Tuesday 13 May 2014

Whatever Happened to those Beautiful Edwardian Theatre Ladies?



 I've been thinking about all of the lovely ladies who performed to an adoring public over a hundred years ago...and how sad that they are almost forgotten now.
I suppose the fact that they were too early for the motion 'flickers' means that their stage performances were only seen by those who were in the audience at the time.
Old photographs are all we have left of the way they looked, some did make recordings but these are now scarce.
Such a shame that these faces who gaze back at us through time are becoming lost.


Popular stage productions were most likely to have been a 'variety' show or revue, this had a mixture of acts, song and dance routines, acrobatics- including the ju-jitsu waltz, comedy acts and also drag artists.
Costumes played a big part in these acts, some ladies would change many times in one performance.

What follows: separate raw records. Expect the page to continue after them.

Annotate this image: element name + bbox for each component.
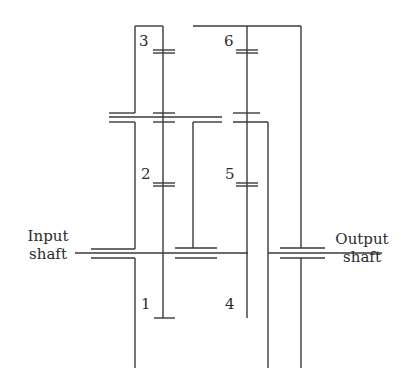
gear-label-2: 2 xyxy=(141,166,151,182)
gear-train-drawing xyxy=(0,0,415,381)
gear-label-5: 5 xyxy=(225,166,235,182)
gear-label-1: 1 xyxy=(141,296,151,312)
input-shaft-label: Input shaft xyxy=(20,227,76,263)
gear-label-4: 4 xyxy=(225,296,235,312)
gear-label-3: 3 xyxy=(139,33,149,49)
gear-label-6: 6 xyxy=(224,33,234,49)
output-shaft-label: Output shaft xyxy=(331,230,393,266)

Edward VII was known to have frequented the shows, which no doubt aided in their popularity.
Many ladies of the stage would be admired by wealthy gentlemen, eager to be seen with them.
Many went on to marry these wealthy patrons and then retired from the stage.
Others, tragically fell prey to mental illness and spent their lives in asylums...never to leave.


Every time I see these adorable faces I want to drag out my pencils and capture them within the pages of my sketchbooks, somehow it makes me feel that I am keeping them safe, that by drawing or sketching them for a painting, or even  making them into a doll, that I am honouring their memory.
I feel somehow, they would approve...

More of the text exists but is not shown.